In VB6 or classic ASP, you often built around the limitations of the environment. With Laravel, the ecosystem feels like it is trying to help you build in a cleaner way.
Laravel Respects the Developer
What I like most about Laravel is that it respects developer time.
Authentication? Laravel helps.
Routing? Clean and readable.
Validation? Built in.
Sessions, queues, mail, caching, events? Already there.
It does not force you to reinvent the same pieces on every project.
It also does not pretend that developer experience is a luxury. Naming matters. Defaults matter. Documentation matters. Error messages matter. Command-line tools matter.
When a framework pays attention to these details, you feel it every day.
Not Perfect, But Very Human
Laravel is not perfect. No framework is.
It can be easy to put too much logic into models. It can be easy to let controllers grow too large. Eloquent can hide expensive queries if you are not paying attention. Facades can be convenient, but they can also make dependencies less obvious.
But these are manageable problems.
What Laravel gets right is more important: it gives developers a productive path, then leaves enough room to improve the design as the application grows.
That is very different from the old “just make it work” days.
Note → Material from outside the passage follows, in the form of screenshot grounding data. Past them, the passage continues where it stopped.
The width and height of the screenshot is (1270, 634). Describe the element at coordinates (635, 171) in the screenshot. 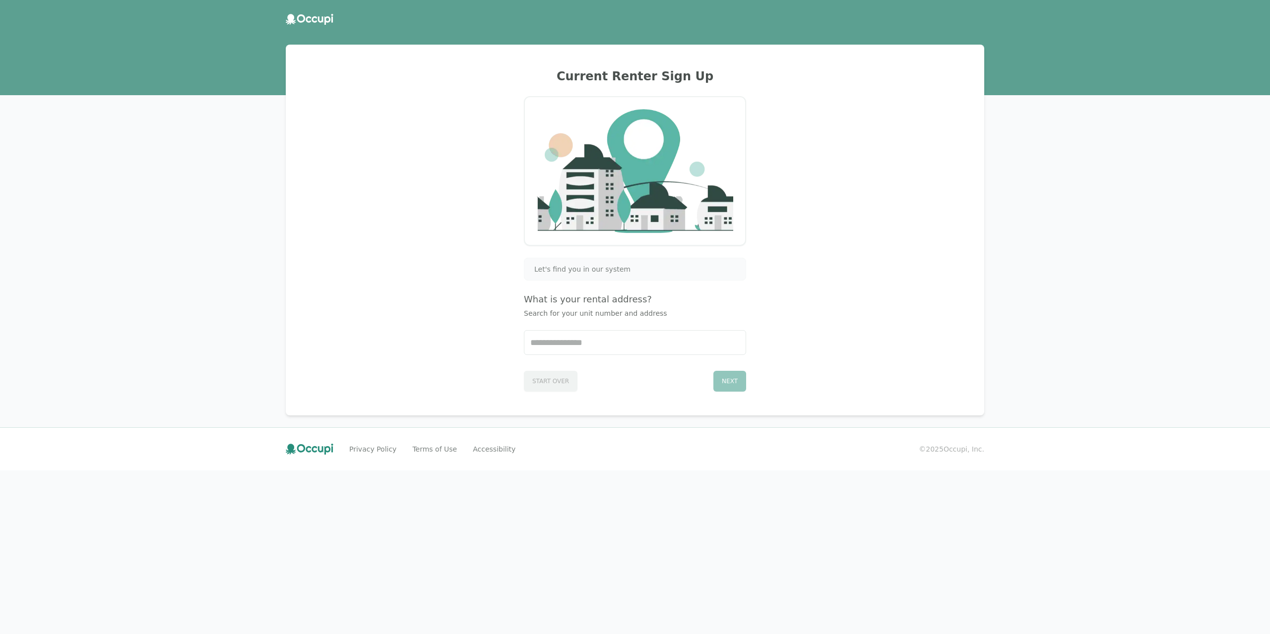

I see `img: Company Logo` at that location.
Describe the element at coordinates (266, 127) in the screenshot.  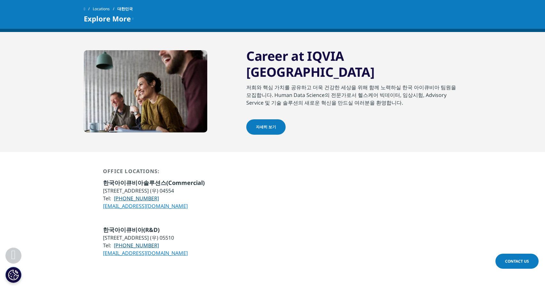
I see `span: 자세히 보기` at that location.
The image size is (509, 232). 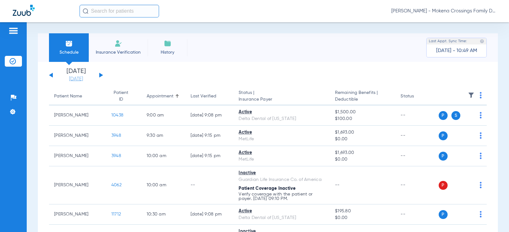 I want to click on span: S, so click(x=455, y=116).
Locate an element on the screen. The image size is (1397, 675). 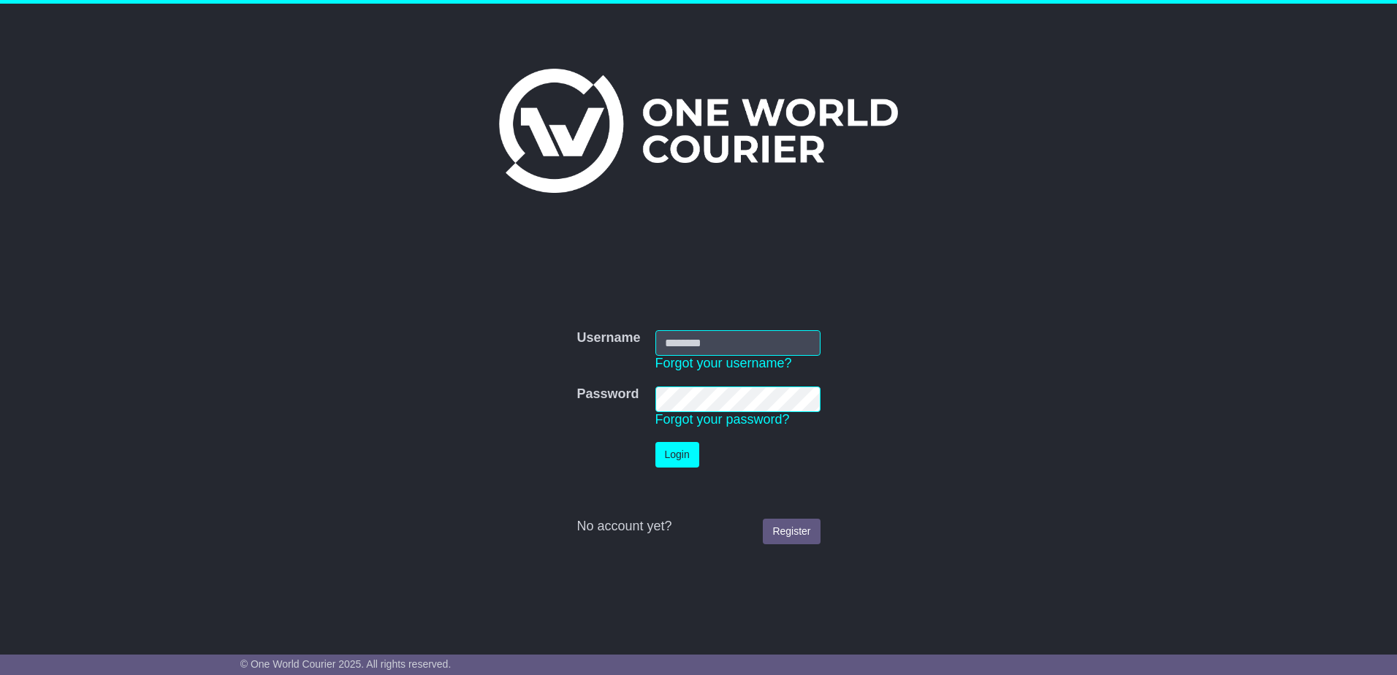
a: Forgot your username? is located at coordinates (724, 363).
Laravel still lets you move quickly, but it also gives you enough structure to come back later and understand what you built.
Final Thoughts
Laravel reminds me of why I enjoyed Visual Basic years ago: it makes building useful things feel enjoyable.
But unlike the old days, Laravel also gives structure, patterns, testing support, dependency management, and a modern ecosystem.
For a developer coming from VB6, AutoIt, classic ASP, and classic PHP, Laravel feels like a comfortable bridge between productivity and proper engineering.
If you are building web applications with PHP, Laravel is absolutely worth your time.